In the early 1960’s, the United Steel Companies was about to change the process route for production of its range of engineering steels at its Steel, Peech & Tozer Works in Rotherham from 18 pig iron charged open hearth furnaces to the then world’s largest electric arc furnace plant (SPEAR) with just six very large units charged with commercially available steel scrap.
Almost every department at the laboratories was engaged in some aspect of this unique proposal. Terry was appointed to the team investigating metallurgical questions by working creatively, using the techniques (then new) that became available with increasingly more powerful electron microscopy and then electron beam microanalysis. He was instrumental in the successful development of Steel, Peech and Tozer’s high strength engineering steels using just the ‘tramp’ elements in selected charges of scrap to achieve the required properties and enhanced inclusion morphologies in the end-product directly from the arc process route.
Terry remained in the metallurgy group at Swinden Labs, becoming its Head in 1976 and remaining in that post until his appointment as Professor in Leeds in 1989. He worked on many aspects of steel production and properties, including the development of niobium grain refined and control rolled steels with Irvine and Pickering which received international acclaim.
His work is widely published in more than 100 journals and in two books he wrote for the Institute, including The Physical Metallurgy of Micro-alloyed Steels (1997) and Grain-size Control (2009).

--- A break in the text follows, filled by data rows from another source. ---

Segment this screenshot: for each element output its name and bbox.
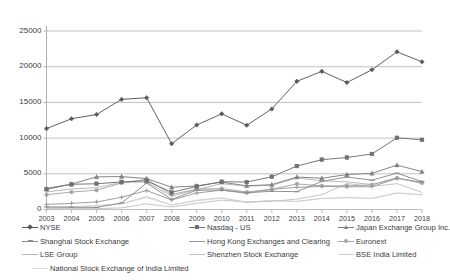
y-axis-tick-label: 25000 (19, 26, 41, 35)
legend-key-swatch (338, 250, 354, 259)
legend-label: NYSE (40, 223, 61, 232)
legend-item-hong-kong-exchanges-and-clearing[interactable]: Hong Kong Exchanges and Clearing (189, 235, 330, 248)
legend-label: Euronext (356, 237, 386, 246)
axis-lines (44, 26, 47, 210)
y-axis-tick-label: 0 (37, 204, 41, 213)
legend-row: Shanghai Stock ExchangeHong Kong Exchang… (22, 235, 426, 248)
data-point-marker (119, 195, 123, 199)
data-point-marker (220, 180, 224, 184)
data-point-marker (295, 185, 299, 189)
chart-legend: NYSENasdaq - USJapan Exchange Group Inc.… (22, 221, 426, 279)
data-point-marker (270, 175, 274, 179)
y-axis-tick-label: 5000 (24, 168, 42, 177)
legend-row: NYSENasdaq - USJapan Exchange Group Inc. (22, 221, 426, 234)
data-point-marker (94, 112, 99, 117)
series-lines (44, 50, 424, 209)
x-tick-marks (47, 210, 423, 214)
legend-item-shanghai-stock-exchange[interactable]: Shanghai Stock Exchange (22, 235, 129, 248)
legend-item-shenzhen-stock-exchange[interactable]: Shenzhen Stock Exchange (189, 248, 298, 261)
data-point-marker (45, 187, 49, 191)
legend-key-swatch (32, 264, 48, 273)
data-point-marker (95, 182, 99, 186)
y-axis-tick-label: 10000 (19, 133, 41, 142)
legend-key-swatch (189, 250, 205, 259)
data-point-marker (320, 69, 325, 74)
legend-label: National Stock Exchange of India Limited (50, 264, 188, 273)
data-point-marker (45, 193, 49, 197)
series-bse-india-limited (47, 193, 423, 208)
data-point-marker (69, 116, 74, 121)
data-point-marker (69, 201, 73, 205)
legend-label: LSE Group (40, 250, 78, 259)
data-point-marker (195, 191, 199, 195)
legend-label: BSE India Limited (356, 250, 416, 259)
data-point-marker (420, 138, 424, 142)
gridlines (47, 31, 423, 210)
legend-key-swatch (189, 237, 205, 246)
data-point-marker (195, 184, 199, 188)
legend-key-swatch (22, 223, 38, 232)
data-point-marker (94, 200, 98, 204)
legend-key-swatch (338, 223, 354, 232)
legend-row: LSE GroupShenzhen Stock ExchangeBSE Indi… (22, 248, 426, 261)
data-point-marker (420, 60, 425, 65)
data-point-marker (120, 180, 124, 184)
legend-item-bse-india-limited[interactable]: BSE India Limited (338, 248, 416, 261)
data-point-marker (345, 156, 349, 160)
data-point-marker (219, 112, 224, 117)
legend-label: Japan Exchange Group Inc. (356, 223, 450, 232)
data-point-marker (370, 152, 374, 156)
data-point-marker (119, 97, 124, 102)
data-point-marker (345, 80, 350, 85)
data-point-marker (145, 179, 149, 183)
data-point-marker (170, 190, 174, 194)
legend-label: Shanghai Stock Exchange (40, 237, 129, 246)
data-point-marker (395, 163, 399, 167)
legend-label: Hong Kong Exchanges and Clearing (207, 237, 330, 246)
data-point-marker (44, 202, 48, 206)
legend-key-swatch (22, 237, 38, 246)
series-line (47, 52, 423, 144)
data-point-marker (320, 158, 324, 162)
legend-item-national-stock-exchange-of-india-limited[interactable]: National Stock Exchange of India Limited (32, 262, 188, 275)
legend-item-lse-group[interactable]: LSE Group (22, 248, 78, 261)
legend-item-japan-exchange-group-inc[interactable]: Japan Exchange Group Inc. (338, 221, 450, 234)
legend-label: Nasdaq - US (207, 223, 250, 232)
legend-row: National Stock Exchange of India Limited (22, 262, 426, 275)
data-point-marker (70, 182, 74, 186)
y-axis-tick-label: 20000 (19, 61, 41, 70)
series-line (47, 193, 423, 208)
legend-item-nyse[interactable]: NYSE (22, 221, 61, 234)
data-point-marker (295, 164, 299, 168)
data-point-marker (144, 95, 149, 100)
legend-key-swatch (22, 250, 38, 259)
legend-key-swatch (189, 223, 205, 232)
data-point-marker (395, 136, 399, 140)
data-point-marker (70, 190, 74, 194)
legend-item-nasdaq-us[interactable]: Nasdaq - US (189, 221, 250, 234)
data-point-marker (44, 126, 49, 131)
data-point-marker (144, 188, 148, 192)
legend-label: Shenzhen Stock Exchange (207, 250, 298, 259)
data-point-marker (245, 180, 249, 184)
series-nyse (44, 50, 424, 147)
data-point-marker (95, 188, 99, 192)
legend-key-swatch (338, 237, 354, 246)
y-axis-tick-label: 15000 (19, 97, 41, 106)
legend-item-euronext[interactable]: Euronext (338, 235, 386, 248)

In recognition of his work, he received several awards:
• Sir Robert Hadfield Medal (Metals Society) – 1977
• John Wilkinson Medal (Staffordshire I&S Institute) – 1977
• Bessemer Gold Medal (Materials Society) – 2000
• MBE –1990
His appointment as the first British Steel Professor of Metallurgy at Leeds University was not at all surprising. He had a wealth of experience in solving metallurgical problems and had taught at the local colleges (Rotherham & Barnsley). He was also external examiner for higher degrees at many universities. At Swinden Laboratories, as I well remember, he was the man to go to when seeking explanation and understanding of some aspect of steelmaking or property. Help was always given on the spot – and with a smile.
Terry was President of the local Historical Society and author of two books on its early history. Like his metallurgical writing, there will be no doubt be much to learn from them. He was a true friend, a fine gentleman and a highly respected world-class metallurgist with a very strong commitment to family life.